On the one hand, these violent types of criminality in the overall amount probably do not cause such global damages, and do not lead to such global security crises, as do international terrorism or organised narcotics-trafficking. On the other hand, they directly reflect the damages to social fabric that characterise many contemporary societies. By generating an intensive fear in the population, they contribute to the erosion of trust in the ability of the criminal justice system to offer adequate protection. This is precisely why violent crime, traditionally seen as an internal or domestic type of criminality (terrorism or drug-trafficking can be seen in some way as international), worries the populations of democratic societies most of all, and induces them increasingly to opt for strategies of repressive dealing with criminally deviant individuals and groups. This sort of discourse of political legitimation is reflected today in the popular initiatives in many countries for the introduction or reintroduction of the death penalty, for increased use of life imprisonment, and for other Draconian penal responses to criminality.

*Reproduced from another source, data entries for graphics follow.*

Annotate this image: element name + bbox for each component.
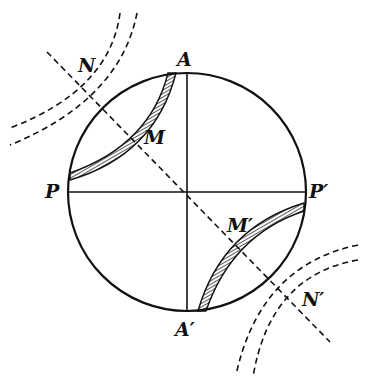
label-A-prime: A′ [173, 318, 195, 340]
label-M-prime: M′ [226, 214, 253, 236]
lower-right-dashed-curve-outer [236, 245, 358, 375]
diagram-canvas: A A′ P P′ M M′ N N′ [0, 0, 368, 383]
dashed-diagonal-NN [47, 52, 330, 342]
label-A: A [175, 48, 192, 70]
label-N: N [77, 54, 96, 76]
label-P-prime: P′ [308, 180, 328, 202]
label-M: M [143, 126, 166, 148]
label-N-prime: N′ [301, 288, 324, 310]
label-P: P [44, 180, 60, 202]
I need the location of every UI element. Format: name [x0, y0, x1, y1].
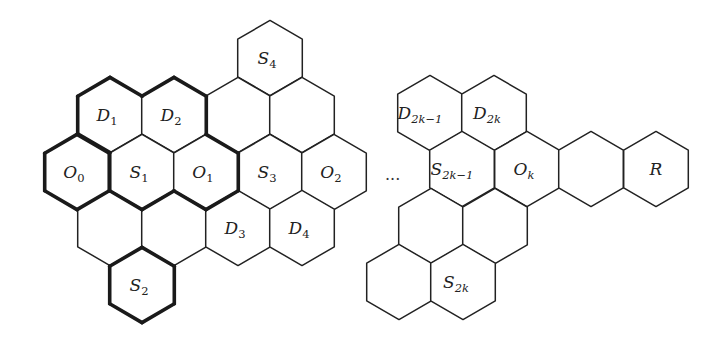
hex-cell-empty-e — [559, 131, 624, 206]
ellipsis-separator: ··· — [385, 170, 400, 189]
cell-label-r: R — [649, 159, 663, 179]
hex-board-diagram: S4D1D2O0S1O1S3O2D3D4S2D2k−1D2kS2k−1OkRS2… — [0, 0, 719, 341]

The populations of central and eastern European countries, after the disintegration of the Soviet Union which provided the ideological umbrella for the former systems in the region, are no less caught by this tide of worry about the questions of security and social control policy, particularly regarding criminal policy. Their recently liberalised societies are experiencing changes which are fully representative of the well-known phenomena of security crises in advanced liberal systems, but are also, in important aspects, a novelty for societies once governed by an ideology and a Party that maintained a firm direction of control. These societies are not used to high rates of irrational individual crimes, such as the so-called serial murders, or highly organised drug-trading or money-laundering chains. The rebellion against the security crisis is loud, and the confusion is even greater. What Emil Durkheim called anomie, a lack of clear social norms or a mutual clash of norms, is an overwhelming reality in the post-communist world. Criminology and criminal law, like elsewhere in the world, seem unable to offer a quick and conclusive answer to this confusion and to the questions that arise from it. Part of the reason for this is in the very structure of the transition of post-communist societies, and particularly of those in central Europe. The silence of criminology and criminal law is greater and deeper where the emphasis of explanatory efforts is not on the questions of social justice and possibilities for a benevolent and minimally intrusive social control, but almost entirely, and almost only, on economic questions. The latter relate to conditions for a stable influx of capital and foreign investments, penetration into the foreign markets in western Europe and Asia, liberalisation of trade and other economic aspects of the legislation, harmonisation of the taxation system with the systems of the closest western markets (for central Europe, this refers mainly to the European Union market), etc.